Neenan and Kenna hung back by the entrance, although I could still feel their eyes on me.

“Oh Tilly,” my tears already morphed into sobs, “I’m so sorry. You didn’t deserve it— you didn’t deserve me coming into your life like a threat. I was going to tell you about a girl the day you died. You would’ve loved to hear about it, but you’d still roll your eyes as if it were teenage melodrama.” I chuckled through my tears. “We all miss you. You even got your father to finally hug your mother. It was devastating. Truly I— My world is bleak— I just—loved you and I need you. My girl, please—I.”

I stood and went to lift the lid of the casket off.

“Please, don’t,” I heard behind me, but it was not loud enough to register fully in my brain. No, because the revealed sight before me filled my head with screaming. Tilly’s skin was almost translucently white, and her hair was scattered neatly around her face. I tucked a piece of it behind her ear—only the left side, like she always had it.

I cried again.

“I’m sorry.” I continued, lowering my voice to a whisper, she heard my every private thought in life, it was only right that in death she knew my thoughts were of her. “I miss you already and promise you will never be forgotten. Georgia was wonderfully strong, I just wanted you to know that. The beautiful girl will take on your life and brighten the world with it. And no one will hurt you again, I made sure of it.”
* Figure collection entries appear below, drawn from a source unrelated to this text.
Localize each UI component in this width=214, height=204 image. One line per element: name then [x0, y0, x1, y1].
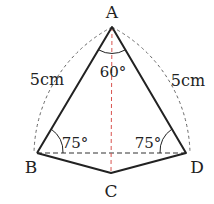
side-label-ab: 5cm: [30, 70, 64, 89]
side-label-ad: 5cm: [171, 71, 205, 90]
diagram-canvas: A B C D 5cm 5cm 60° 75° 75°: [0, 0, 214, 204]
angle-label-d: 75°: [135, 134, 162, 152]
vertex-label-b: B: [25, 157, 38, 177]
angle-label-a: 60°: [100, 63, 127, 81]
axis-ac-dashed: [111, 27, 112, 173]
angle-arc-d: [160, 129, 172, 153]
vertex-label-a: A: [105, 2, 119, 22]
angle-label-b: 75°: [62, 134, 89, 152]
vertex-label-d: D: [190, 157, 204, 177]
vertex-label-c: C: [104, 181, 117, 201]
geometry-figure: A B C D 5cm 5cm 60° 75° 75°: [0, 0, 214, 204]
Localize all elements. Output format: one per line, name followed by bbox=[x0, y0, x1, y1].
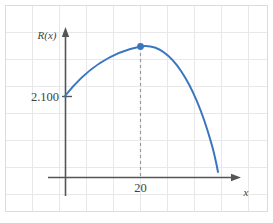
chart-figure: R(x) x 2.100 20 bbox=[0, 0, 273, 223]
parabola-chart: R(x) x 2.100 20 bbox=[0, 0, 273, 223]
y-tick-label-2100: 2.100 bbox=[31, 90, 59, 104]
x-axis-label: x bbox=[243, 186, 249, 198]
y-axis-label: R(x) bbox=[37, 29, 57, 42]
x-tick-label-20: 20 bbox=[134, 181, 147, 195]
maximum-point-marker bbox=[137, 43, 144, 50]
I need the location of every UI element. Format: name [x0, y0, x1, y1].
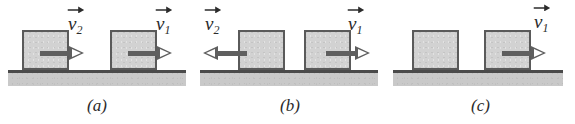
vector-overbar-arrow-icon	[155, 5, 172, 13]
arrow-shaft	[40, 51, 69, 56]
velocity-label-v1-a: v1	[156, 14, 170, 36]
panel-caption-a: (a)	[0, 96, 194, 116]
velocity-arrow-v2-b	[203, 46, 247, 60]
velocity-arrow-v1-c	[502, 46, 546, 60]
ground-surface-a	[8, 70, 186, 86]
arrow-shaft	[128, 51, 157, 56]
panel-b: v2 v1 (b)	[194, 0, 386, 124]
vector-overbar-arrow-icon	[533, 3, 550, 11]
vector-overbar-arrow-icon	[67, 5, 84, 13]
velocity-label-v1-c: v1	[534, 12, 548, 34]
panel-caption-b: (b)	[194, 96, 386, 116]
panel-c: v1 (c)	[386, 0, 575, 124]
velocity-subscript: 2	[213, 23, 219, 37]
arrow-head-fill	[358, 49, 367, 57]
arrow-shaft	[326, 51, 355, 56]
physics-figure: v2 v1 (a)	[0, 0, 575, 124]
left-block-c	[412, 30, 459, 70]
velocity-subscript: 1	[164, 23, 170, 37]
velocity-label-v2-a: v2	[68, 14, 82, 36]
arrow-shaft	[502, 51, 531, 56]
panel-caption-c: (c)	[386, 96, 575, 116]
ground-surface-b	[200, 70, 378, 86]
arrow-head-fill	[206, 49, 215, 57]
velocity-subscript: 1	[356, 23, 362, 37]
ground-surface-c	[393, 70, 563, 86]
arrow-head-fill	[160, 49, 169, 57]
velocity-subscript: 1	[542, 21, 548, 35]
arrow-head-fill	[72, 49, 81, 57]
arrow-head-fill	[534, 49, 543, 57]
velocity-arrow-v1-b	[326, 46, 370, 60]
arrow-shaft	[218, 51, 247, 56]
velocity-arrow-v1-a	[128, 46, 172, 60]
panel-a: v2 v1 (a)	[0, 0, 194, 124]
velocity-arrow-v2-a	[40, 46, 84, 60]
vector-overbar-arrow-icon	[204, 5, 221, 13]
velocity-label-v1-b: v1	[348, 14, 362, 36]
velocity-label-v2-b: v2	[205, 14, 219, 36]
vector-overbar-arrow-icon	[347, 5, 364, 13]
velocity-subscript: 2	[76, 23, 82, 37]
My thoughts turned dark as I remembered the feel of blood spray collecting on my hand and dripping to the floor. It felt so much like the tears that fell now. My next words struggled to form on my tongue, but I had to leave her with my deepest darkest secret. Like best friends do. I dropped a kiss to her chilled hair, and said, “I killed for you.”

Suddenly, anonymous hands guided me back to the car. The warm hand that caressed my back was the same as in that school bathroom all those years ago. I revelled in the contact as I ducked to sit in the backseat.
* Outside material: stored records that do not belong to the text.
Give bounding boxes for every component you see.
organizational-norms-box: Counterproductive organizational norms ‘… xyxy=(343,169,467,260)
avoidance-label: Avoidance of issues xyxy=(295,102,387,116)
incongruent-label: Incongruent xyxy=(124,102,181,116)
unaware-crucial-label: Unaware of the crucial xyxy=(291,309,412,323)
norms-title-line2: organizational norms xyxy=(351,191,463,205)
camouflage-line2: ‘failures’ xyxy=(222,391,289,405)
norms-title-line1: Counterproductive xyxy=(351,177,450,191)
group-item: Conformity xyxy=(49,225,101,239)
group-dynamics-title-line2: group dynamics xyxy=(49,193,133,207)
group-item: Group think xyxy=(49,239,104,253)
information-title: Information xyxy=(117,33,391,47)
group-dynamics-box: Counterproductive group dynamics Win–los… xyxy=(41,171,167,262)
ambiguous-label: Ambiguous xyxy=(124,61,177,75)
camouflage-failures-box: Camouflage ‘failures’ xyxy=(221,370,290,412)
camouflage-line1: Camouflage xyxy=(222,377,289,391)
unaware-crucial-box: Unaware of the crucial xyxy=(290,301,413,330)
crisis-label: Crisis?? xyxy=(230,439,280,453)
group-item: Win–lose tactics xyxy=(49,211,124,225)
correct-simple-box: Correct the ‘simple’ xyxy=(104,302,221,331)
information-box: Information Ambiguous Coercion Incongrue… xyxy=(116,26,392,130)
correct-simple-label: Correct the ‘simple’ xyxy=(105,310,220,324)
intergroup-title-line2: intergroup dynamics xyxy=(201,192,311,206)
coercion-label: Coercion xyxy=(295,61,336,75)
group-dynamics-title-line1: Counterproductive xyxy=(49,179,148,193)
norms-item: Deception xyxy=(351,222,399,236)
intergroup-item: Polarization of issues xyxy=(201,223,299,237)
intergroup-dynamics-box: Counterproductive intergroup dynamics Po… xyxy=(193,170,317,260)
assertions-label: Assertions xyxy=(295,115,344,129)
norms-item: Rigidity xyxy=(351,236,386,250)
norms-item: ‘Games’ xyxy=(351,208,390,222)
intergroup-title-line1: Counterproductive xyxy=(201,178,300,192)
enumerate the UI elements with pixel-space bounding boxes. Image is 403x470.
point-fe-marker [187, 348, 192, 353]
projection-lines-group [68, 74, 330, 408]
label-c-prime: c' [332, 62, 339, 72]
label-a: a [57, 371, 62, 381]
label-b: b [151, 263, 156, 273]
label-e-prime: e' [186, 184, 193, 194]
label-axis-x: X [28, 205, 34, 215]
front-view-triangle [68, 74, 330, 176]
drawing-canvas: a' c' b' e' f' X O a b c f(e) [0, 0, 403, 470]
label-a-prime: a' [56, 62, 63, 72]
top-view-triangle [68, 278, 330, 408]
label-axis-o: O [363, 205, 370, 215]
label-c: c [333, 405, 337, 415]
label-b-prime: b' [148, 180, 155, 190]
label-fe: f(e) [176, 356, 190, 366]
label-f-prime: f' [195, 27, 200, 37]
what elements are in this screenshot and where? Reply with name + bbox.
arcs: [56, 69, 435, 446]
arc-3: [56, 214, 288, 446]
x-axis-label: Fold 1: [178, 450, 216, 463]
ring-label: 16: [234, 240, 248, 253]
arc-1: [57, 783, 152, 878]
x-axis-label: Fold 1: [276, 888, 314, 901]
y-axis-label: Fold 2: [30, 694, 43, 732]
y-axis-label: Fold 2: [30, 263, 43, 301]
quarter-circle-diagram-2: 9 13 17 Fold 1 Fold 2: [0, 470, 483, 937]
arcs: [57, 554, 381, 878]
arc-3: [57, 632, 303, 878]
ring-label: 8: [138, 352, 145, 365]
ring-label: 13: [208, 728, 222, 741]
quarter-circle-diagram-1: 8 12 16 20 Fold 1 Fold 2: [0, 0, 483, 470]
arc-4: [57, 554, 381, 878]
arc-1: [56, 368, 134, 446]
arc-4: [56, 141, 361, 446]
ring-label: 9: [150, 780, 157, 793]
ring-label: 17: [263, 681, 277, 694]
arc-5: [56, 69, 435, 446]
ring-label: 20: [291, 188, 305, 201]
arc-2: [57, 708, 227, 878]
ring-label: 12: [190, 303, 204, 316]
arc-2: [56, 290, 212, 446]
In a quick motion, I stopped Kenna from closing my car door, instead, I jumped up to give her a quick peck on the lips before I collapsed back into my seat.
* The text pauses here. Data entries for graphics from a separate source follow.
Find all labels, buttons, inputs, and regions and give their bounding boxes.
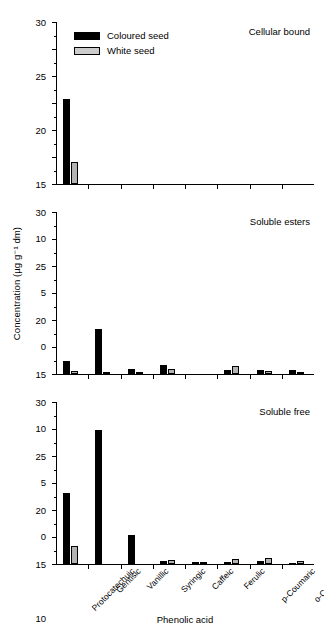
- x-axis-category-label: Vanillic: [145, 566, 171, 592]
- bar: [136, 372, 143, 374]
- y-axis-tick: 10: [52, 130, 56, 131]
- bar: [168, 369, 175, 374]
- bar: [63, 493, 70, 564]
- y-axis-tick: 20: [52, 76, 56, 77]
- y-axis-minor-tick: [54, 36, 57, 37]
- y-axis-minor-tick: [54, 144, 57, 145]
- x-axis-category-label: Ferulic: [241, 566, 266, 591]
- bar: [232, 559, 239, 564]
- bar: [160, 561, 167, 564]
- y-axis-tick-label: 10: [35, 233, 46, 244]
- y-axis-tick-label: 10: [35, 613, 46, 624]
- bar: [128, 535, 135, 564]
- x-axis-category-label: p-Coumaric: [279, 566, 317, 604]
- bar: [168, 560, 175, 564]
- y-axis-tick-label: 20: [35, 125, 46, 136]
- y-axis-minor-tick: [54, 497, 57, 498]
- y-axis-line: [56, 22, 57, 185]
- x-axis-tick: [185, 185, 186, 189]
- bar: [289, 370, 296, 374]
- y-axis-minor-tick: [54, 253, 57, 254]
- y-axis-minor-tick: [54, 63, 57, 64]
- x-axis-tick: [250, 375, 251, 379]
- y-axis-minor-tick: [54, 443, 57, 444]
- x-axis-tick: [185, 375, 186, 379]
- y-axis-tick: 0: [52, 564, 56, 565]
- y-axis-tick-label: 30: [35, 397, 46, 408]
- y-axis-tick: 30: [52, 212, 56, 213]
- panel-caption: Soluble free: [259, 406, 310, 417]
- bar: [257, 561, 264, 564]
- legend-swatch-white-seed: [74, 47, 100, 55]
- y-axis-line: [56, 212, 57, 375]
- bar: [224, 370, 231, 374]
- y-axis-minor-tick: [54, 551, 57, 552]
- bar: [63, 361, 70, 374]
- y-axis-tick: 0: [52, 184, 56, 185]
- figure: Concentration (µg g⁻¹ dm) Cellular bound…: [0, 0, 324, 632]
- x-axis-tick: [153, 185, 154, 189]
- x-axis-tick: [88, 375, 89, 379]
- x-axis-category-label: Syringic: [178, 566, 206, 594]
- x-axis-tick: [121, 185, 122, 189]
- x-axis-tick: [217, 375, 218, 379]
- y-axis-tick: 25: [52, 429, 56, 430]
- y-axis-tick: 15: [52, 483, 56, 484]
- y-axis-tick-label: 25: [35, 71, 46, 82]
- legend-item-coloured-seed: Coloured seed: [74, 28, 169, 43]
- panel-soluble-esters: Soluble esters 051015202530: [56, 212, 314, 375]
- y-axis-minor-tick: [54, 524, 57, 525]
- bar: [224, 562, 231, 564]
- bar: [103, 372, 110, 374]
- legend-swatch-coloured-seed: [74, 32, 100, 40]
- y-axis-minor-tick: [54, 307, 57, 308]
- y-axis-tick-label: 25: [35, 451, 46, 462]
- y-axis-tick-label: 20: [35, 315, 46, 326]
- y-axis-minor-tick: [54, 90, 57, 91]
- x-axis-tick: [88, 185, 89, 189]
- y-axis-tick: 30: [52, 402, 56, 403]
- bar: [95, 329, 102, 374]
- y-axis-tick-label: 5: [41, 287, 46, 298]
- panel-cellular-bound: Cellular bound Coloured seed White seed …: [56, 22, 314, 185]
- legend-item-white-seed: White seed: [74, 43, 169, 58]
- bar: [71, 546, 78, 564]
- bar: [71, 162, 78, 184]
- bar: [297, 372, 304, 374]
- legend-label-coloured-seed: Coloured seed: [107, 30, 169, 41]
- y-axis-tick: 15: [52, 103, 56, 104]
- x-axis-category-label: Caffeic: [209, 566, 235, 592]
- y-axis-tick-label: 15: [35, 369, 46, 380]
- bar: [232, 366, 239, 374]
- x-axis-tick: [217, 185, 218, 189]
- y-axis-tick-label: 5: [41, 477, 46, 488]
- panel-caption: Soluble esters: [250, 216, 310, 227]
- bar: [160, 365, 167, 374]
- y-axis-tick: 25: [52, 239, 56, 240]
- panel-soluble-free: Soluble free 051015202530: [56, 402, 314, 565]
- y-axis-minor-tick: [54, 334, 57, 335]
- y-axis-tick-label: 30: [35, 17, 46, 28]
- plot-area: Cellular bound Coloured seed White seed …: [56, 22, 314, 185]
- y-axis-tick: 5: [52, 157, 56, 158]
- y-axis-tick: 10: [52, 320, 56, 321]
- y-axis-tick-label: 15: [35, 559, 46, 570]
- y-axis-minor-tick: [54, 117, 57, 118]
- bar: [95, 430, 102, 564]
- bar: [265, 371, 272, 374]
- y-axis-minor-tick: [54, 171, 57, 172]
- x-axis-tick: [250, 185, 251, 189]
- bar: [265, 558, 272, 564]
- y-axis-minor-tick: [54, 226, 57, 227]
- y-axis-line: [56, 402, 57, 565]
- x-axis-title: Phenolic acid: [56, 614, 314, 625]
- y-axis-tick-label: 30: [35, 207, 46, 218]
- plot-area: Soluble esters 051015202530: [56, 212, 314, 375]
- x-axis-category-labels: ProtocatechuicGentisicVanillicSyringicCa…: [56, 566, 314, 618]
- y-axis-tick: 20: [52, 456, 56, 457]
- x-axis-tick: [153, 375, 154, 379]
- y-axis-tick: 15: [52, 293, 56, 294]
- y-axis-minor-tick: [54, 280, 57, 281]
- y-axis-tick: 5: [52, 347, 56, 348]
- bar: [200, 562, 207, 564]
It wasn’t the right moment. God, it wasn’t even the right day or week . Without using words, I needed to say, ‘thank you’, and for some idiotic reason I thought that was the way. The girl didn’t even like me. I’m only here to get her off, I’m sure. But I didn’t believe it. Her jacket was around my shoulders.

Yet, I knew nothing about her.

First name and surname, yes. Brute strength, sure. But her family? Her background? No. Her feelings? Even less. It irked me. As the car rumbled to life again, my thoughts became louder. It wasn’t just about information, it was about trust, and I had trusted her with my anxieties, my fears and feelings and she gave me…nothing.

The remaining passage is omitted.